On the same day that Cowboys owner Jerry Jones said that the Cowboys will play in front of their fans when the NFL season kicks off, it must turn his incredibly stretched skin red and close to rupture to know that another team in Dallas was the first to play in front of fans last night.
FC Dallas, one of the two rejects from the MLS Is Back tournament, hosted Nashville SC, their fellow denied applicant in the first sporting event by any of the (non-NASCAR) leagues on American soil to allowed paying customers since the pandemic hit. While Texas Governor Greg Abbot — who I assume is just Mel Brooks’ character from Blazing Saddles come to life based on…well, everything — had decreed that sporting venues could operate at 50 percent capacity (probably enforced by Jones himself to avoid said skin rupture to reveal the bugs he is made of), Dallas FC so graciously stated that they would only allow 25 percent at Toyota Stadium in Frisco.
Only about 2,500 people actually walked through the doors, and in a vision of what we’ll all be doing pretty much every time we leave the house in the near future, they all had to sign a waiver that they would not hold the stadium, Dallas FC, or MLS responsible if they were to catch COVID-19 and, y’know, get sick and die. Welcome to America, where nothing is your fault but nothing is the other guy’s fault either.
While Dallas FC took measures to mitigate risk as much as they could to allow fans — somewhere on the level of peeing on things in a burning house to keep them wet — like roping off seats, keeping people six feet apart and cashless payments for everything, this is still a state where the positivity rate of tests is 24.5 percent. There’s no way to categorize an attempt to congregate any group of people as anything other than reckless, moronic, dangerous and selfish. But that’s what goes on the license plates in Texas, isn’t it? I’m sitting on a goldmine here if it isn’t.
Not only was the game the first one to take place in front of fans, but it was also the first time we’ve seen mass Black Lives Matter protests in front of fans. This was something of a test run for when the rubber meets the road, should that happen somewhere down the line. It went about as you might expect in Texas.
One fan apparently threw a bottle onto the field as all players and refs took a knee for the anthem, while some other fans booed. Perhaps the temptation is to dismiss it as just one fan or just a handful of dipshits, but that is all it will take when stadiums are full again, assuming protests are still taking place, for something truly horrific to occur.
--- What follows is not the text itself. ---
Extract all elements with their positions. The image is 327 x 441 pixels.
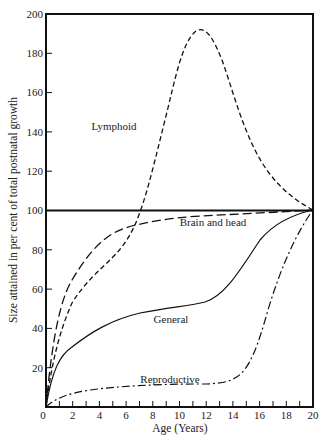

That doesn’t mean the protests should stop or anything resembling them, or that they’ve been completely empty just because they’ve taken place in empty stadiums and arenas so far. Protests carry even more meaning when directly in the face of those who need to see/hear them. They also cannot be cowed by any air of danger, as we’ve seen all summer. But since Colin Kaepernick took a knee five years ago, clearly emotions and stakes are much higher now. The fuckstick who threw a bottle onto the field will not be the last to lash out at those taking a knee, and it will be up to teams, stadiums, and leagues to continue to support players, coaches, refs, and fans who are still protesting no matter what incidents happen. It’s easier to do when they happen only in front of a television audience. It won’t be the same when there’s incidents like this in Dallas or much worse. And no one would bet that there’s no chances of a worse incident.
To reiterate, there is one person who ignored a pandemic in a state that has shown little interest in doing much about it other than putting people on a conveyor belt to get sick to watch a live sporting event he should have never been allowed into so he could physically react to a protest about Black people being shot by police needlessly. Again, the urge is to dismiss this as one joker. And yet deep down, we know this is far too big of a part of what this country is right now.
If only Dallas FC losing had been any kind of comfort.